Shares of Norwegian Air advanced as much as 5 percent and were trading 3.9 percent higher at 40 kroner as of 9:39 a.m. in Oslo. The stock is still down 60 percent for the year after tumbling in January when British Airways parent IAG SA dropped a takeover approach.

The delivery delays at Fornebu-based Norwegian, which will now keep older 737-800 planes in its fleet for longer, may help Boeing meet the needs of other customers once the Max resumes flights. Kjos said he doesn’t expect that to happen until August at least.

The re-engined 737 was grounded by regulators worldwide following an Ethiopian Airlines crash on March 10 that’s been blamed on a malfunctioning anti-stall system, forcing Boeing to halt handovers and slow production lines.

The Chicago-based manufacturer said Wednesday that it’s working with customers to minimize the impact and bring the fleet back into service.

“We are in daily, multiple times a day conversations with our customers,” CEO Dennis Muilenburg said on a conference call. “We regret the impact this has had to their operations.”

Norwegian was among the earliest adopters of the upgraded Max, using its extra range to launch services on Europe-U.S. routes traditionally dominated by twin-aisle planes. But after the Ethiopia crash it has scrapped some flights and switched others to bigger jets, increasing costs and reducing competitiveness.

The Max crisis hit when Norwegian could least afford disruption after being forced to raise funds in a rights issue. While the carrier has yet to determine the full impact, the cost of the grounding may be as much as 500 million kroner ($57 million), assuming flights restart in the third quarter, it said.

Norwegian didn’t say how much it expects to receive in compensation or whether the estimate includes savings from reduced maintenance work.

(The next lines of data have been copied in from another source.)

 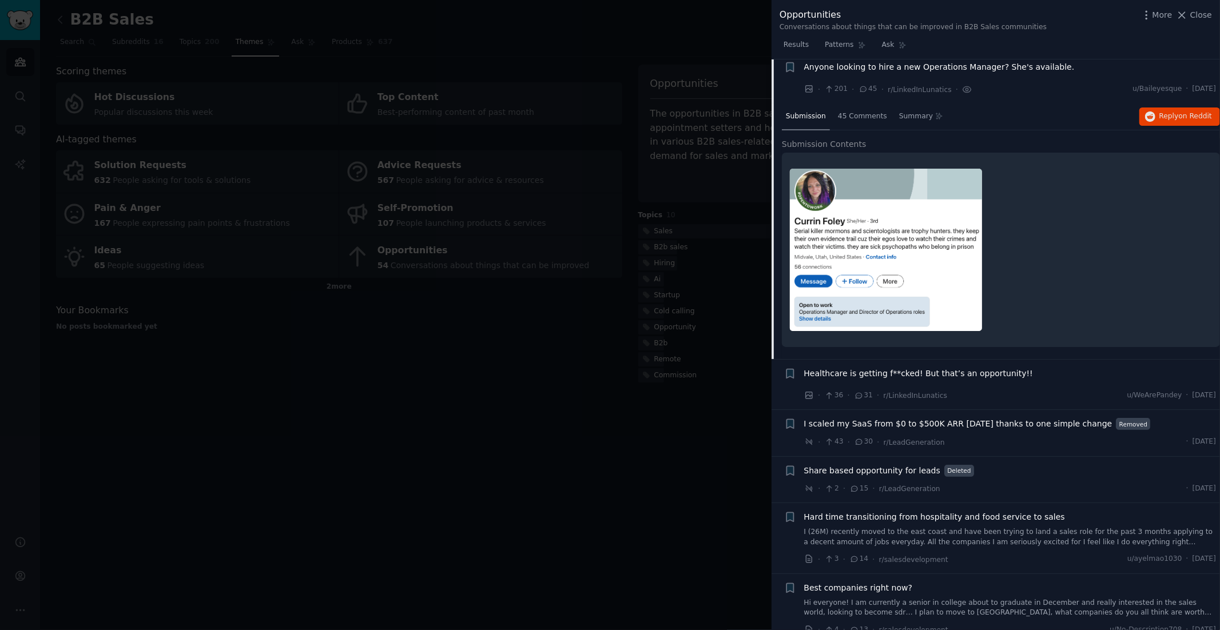 What do you see at coordinates (1163, 15) in the screenshot?
I see `span: More` at bounding box center [1163, 15].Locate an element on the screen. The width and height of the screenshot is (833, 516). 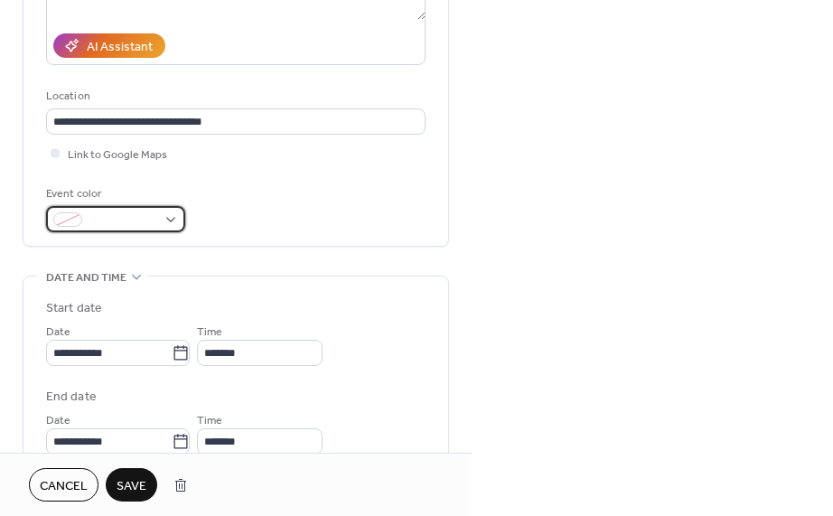
div: End date is located at coordinates (71, 396).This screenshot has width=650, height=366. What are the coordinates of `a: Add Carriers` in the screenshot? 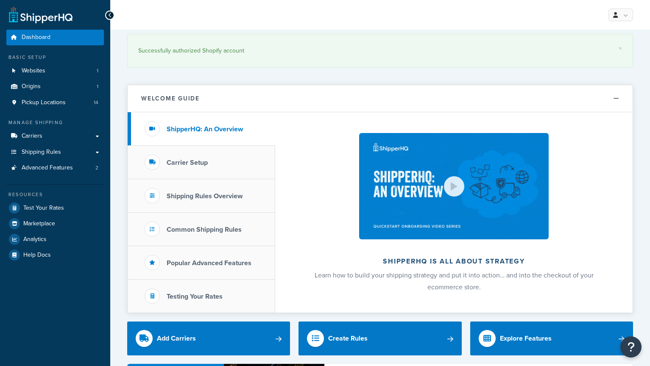 It's located at (209, 339).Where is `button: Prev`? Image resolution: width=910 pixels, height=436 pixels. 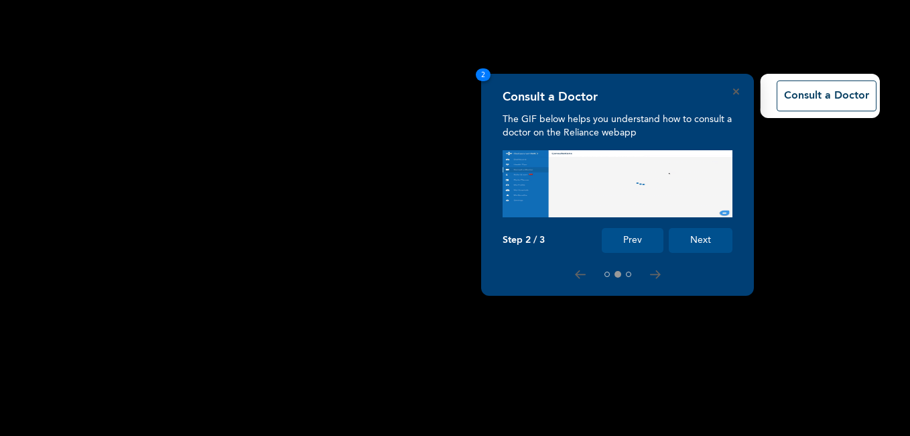 button: Prev is located at coordinates (633, 240).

The delivery deferrals will save $500 million in the first year and $1.6 billion in 2020. Included in those figures is an outline deal with Airbus that may help Norwegian offload aircraft from an order for A320neo-series aircraft -- the main global competitor to the 737 Max -- that it doesn’t plan to operate.

Chief Financial Officer Geir Karlsen, recently appointed deputy CEO, said the accord amounts to a “complete restructuring” that pushes back deliveries so that only five jets are due in the next two years, with those destined to operate for Hong Kong Express.

The breakthrough was achieved as production delays with the Neo gave Norwegian a “strong hand,” Karlsen said on a analyst call, adding that it will help the carrier implement plans announced last year for a venture with an unnamed partner that would take over cash obligations on the order backlog.

The Boeing and Airbus agreements cap a series of more piecemeal fleet delays as the carrier has worked to preserve cash.

“We feel that the order book is finalized now,” Karlsen said. “We don’t expect any further rescheduling.”

Norwegian’s first-quarter loss shrank by more than one-third as the carrier cut costs and scrapped under-performing routes.